[Problem details]: Word for word, restate the lines of the data from the first through the one containing "What are the", and nothing else.

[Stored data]
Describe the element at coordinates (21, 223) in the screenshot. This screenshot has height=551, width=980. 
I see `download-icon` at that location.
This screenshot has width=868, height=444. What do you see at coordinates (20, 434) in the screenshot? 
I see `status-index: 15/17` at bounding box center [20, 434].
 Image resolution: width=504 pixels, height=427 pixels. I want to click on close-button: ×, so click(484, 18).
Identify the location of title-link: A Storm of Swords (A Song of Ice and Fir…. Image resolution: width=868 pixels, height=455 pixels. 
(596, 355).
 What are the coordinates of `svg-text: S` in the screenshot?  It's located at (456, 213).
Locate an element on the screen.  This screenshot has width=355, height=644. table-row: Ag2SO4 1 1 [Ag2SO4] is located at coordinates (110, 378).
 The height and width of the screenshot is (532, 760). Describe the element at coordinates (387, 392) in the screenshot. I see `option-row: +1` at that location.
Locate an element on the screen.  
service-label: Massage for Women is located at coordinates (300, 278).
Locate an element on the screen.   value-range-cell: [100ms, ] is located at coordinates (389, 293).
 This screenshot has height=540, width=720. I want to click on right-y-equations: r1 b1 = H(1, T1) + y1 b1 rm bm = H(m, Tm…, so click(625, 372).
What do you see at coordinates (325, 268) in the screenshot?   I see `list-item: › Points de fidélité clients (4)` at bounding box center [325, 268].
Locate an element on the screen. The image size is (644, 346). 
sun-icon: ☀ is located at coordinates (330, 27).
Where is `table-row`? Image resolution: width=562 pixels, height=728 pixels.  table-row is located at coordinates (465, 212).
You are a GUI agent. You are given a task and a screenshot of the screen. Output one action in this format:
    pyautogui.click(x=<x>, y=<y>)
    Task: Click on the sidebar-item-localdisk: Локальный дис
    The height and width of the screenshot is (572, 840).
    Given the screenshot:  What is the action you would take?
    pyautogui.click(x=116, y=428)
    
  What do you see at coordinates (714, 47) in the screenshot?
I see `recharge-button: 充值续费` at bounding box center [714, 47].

[Answer box]:
Describe the element at coordinates (21, 223) in the screenshot. This screenshot has height=551, width=980. 
I see `download-icon` at that location.
This screenshot has width=868, height=444. What do you see at coordinates (20, 434) in the screenshot? 
I see `status-index: 15/17` at bounding box center [20, 434].
 Image resolution: width=504 pixels, height=427 pixels. I want to click on close-button: ×, so click(484, 18).
Identify the location of title-link: A Storm of Swords (A Song of Ice and Fir…. Image resolution: width=868 pixels, height=455 pixels. 
(596, 355).
 What are the coordinates of `svg-text: S` in the screenshot?  It's located at (456, 213).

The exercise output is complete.